I'm currently reading Douglas Preston's book The Lost City of the Monkey God: A True Story. Look for a review in The Tyee soon. But in the meantime, I recommend it if only for its remarkable description of leishmaniasis—which Preston and many other members of the expedition contracted, as well as members of the Honduran army who were providing security.
The first part of the book is what editors like to call "rollicking adventure"—exotic locales, unexplored wilderness, high tech, drug cartels, deadly snakes underfoot. It is indeed great fun, as long you're safely reading about them at home. And the expedition really did discover a major pre-Columbian civilization destroyed by Spanish diseases before the Spanish even set foot in Honduras. We fret about pandemics; the Americas suffered the real thing after 1492, with a likely loss of 95% of the pre-Columbian population.

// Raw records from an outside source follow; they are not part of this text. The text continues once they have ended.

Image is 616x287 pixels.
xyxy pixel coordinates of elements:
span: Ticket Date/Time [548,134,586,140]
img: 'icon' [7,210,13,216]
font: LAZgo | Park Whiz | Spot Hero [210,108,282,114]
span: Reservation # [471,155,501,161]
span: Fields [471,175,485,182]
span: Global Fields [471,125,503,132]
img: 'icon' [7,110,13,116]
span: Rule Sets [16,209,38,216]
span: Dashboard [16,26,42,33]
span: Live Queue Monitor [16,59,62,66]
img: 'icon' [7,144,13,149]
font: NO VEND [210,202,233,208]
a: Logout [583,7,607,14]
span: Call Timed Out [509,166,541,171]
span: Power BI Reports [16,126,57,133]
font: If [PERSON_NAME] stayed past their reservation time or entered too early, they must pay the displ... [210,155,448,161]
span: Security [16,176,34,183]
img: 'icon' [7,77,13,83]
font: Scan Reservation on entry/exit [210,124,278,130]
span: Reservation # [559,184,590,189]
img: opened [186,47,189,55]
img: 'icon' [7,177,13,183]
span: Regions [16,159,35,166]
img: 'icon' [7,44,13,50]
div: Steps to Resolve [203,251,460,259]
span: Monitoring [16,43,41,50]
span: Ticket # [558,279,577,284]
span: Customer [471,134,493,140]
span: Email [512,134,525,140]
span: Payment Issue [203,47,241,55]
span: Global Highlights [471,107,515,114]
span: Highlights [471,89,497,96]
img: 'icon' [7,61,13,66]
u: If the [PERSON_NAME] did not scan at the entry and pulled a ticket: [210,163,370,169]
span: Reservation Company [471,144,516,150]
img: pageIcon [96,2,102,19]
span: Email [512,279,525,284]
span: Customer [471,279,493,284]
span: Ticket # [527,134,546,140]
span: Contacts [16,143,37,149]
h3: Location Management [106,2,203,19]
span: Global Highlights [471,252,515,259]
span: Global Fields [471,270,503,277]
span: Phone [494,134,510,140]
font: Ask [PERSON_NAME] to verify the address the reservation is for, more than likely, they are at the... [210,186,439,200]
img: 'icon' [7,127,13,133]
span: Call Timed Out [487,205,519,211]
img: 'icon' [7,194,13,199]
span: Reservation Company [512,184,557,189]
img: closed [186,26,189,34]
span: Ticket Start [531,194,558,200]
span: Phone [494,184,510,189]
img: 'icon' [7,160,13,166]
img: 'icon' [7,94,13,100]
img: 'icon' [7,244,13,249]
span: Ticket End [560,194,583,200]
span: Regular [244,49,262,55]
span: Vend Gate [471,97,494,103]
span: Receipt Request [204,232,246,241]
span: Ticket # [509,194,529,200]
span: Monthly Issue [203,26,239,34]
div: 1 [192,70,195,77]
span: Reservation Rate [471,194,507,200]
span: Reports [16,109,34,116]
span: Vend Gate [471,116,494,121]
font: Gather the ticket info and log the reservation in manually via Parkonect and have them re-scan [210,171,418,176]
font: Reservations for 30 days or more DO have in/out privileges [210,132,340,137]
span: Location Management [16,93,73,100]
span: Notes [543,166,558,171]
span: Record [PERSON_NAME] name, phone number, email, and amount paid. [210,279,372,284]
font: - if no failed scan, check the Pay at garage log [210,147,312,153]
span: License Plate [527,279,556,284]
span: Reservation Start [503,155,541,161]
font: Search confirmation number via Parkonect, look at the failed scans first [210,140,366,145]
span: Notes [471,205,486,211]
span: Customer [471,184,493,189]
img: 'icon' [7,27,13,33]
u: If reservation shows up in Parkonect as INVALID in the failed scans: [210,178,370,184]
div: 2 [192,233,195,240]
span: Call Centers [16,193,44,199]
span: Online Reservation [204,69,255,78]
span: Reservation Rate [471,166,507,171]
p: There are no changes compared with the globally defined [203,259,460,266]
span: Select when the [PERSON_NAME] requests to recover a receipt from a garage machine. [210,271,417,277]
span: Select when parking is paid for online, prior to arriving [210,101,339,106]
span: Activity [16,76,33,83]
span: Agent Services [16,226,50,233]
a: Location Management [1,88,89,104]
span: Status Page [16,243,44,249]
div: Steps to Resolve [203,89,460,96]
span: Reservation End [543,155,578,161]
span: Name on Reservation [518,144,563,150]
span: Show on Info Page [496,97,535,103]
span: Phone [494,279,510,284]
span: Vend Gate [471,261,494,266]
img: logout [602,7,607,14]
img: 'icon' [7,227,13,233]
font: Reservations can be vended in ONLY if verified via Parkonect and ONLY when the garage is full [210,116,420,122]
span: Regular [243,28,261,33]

The lost city was abandoned in the early 1500s, and evidently not revisited by humans until the expeditions that Preston describes. But its valley was full of sand flies that had been swapping leishmaniasis parasites for 500 years with various mammal hosts. When the archaeologists and their support staff arrived, the sand flies feasted on them—and a few months later, the victims were fighting for their lives.
Preston offers the most vivid account I've yet read about this disease. While he and his colleagues fought a New World strain of the disease, other strains have been killing humans and other species for a long, long time. As Preston observes, even the dinosaurs caught leishmaniasis.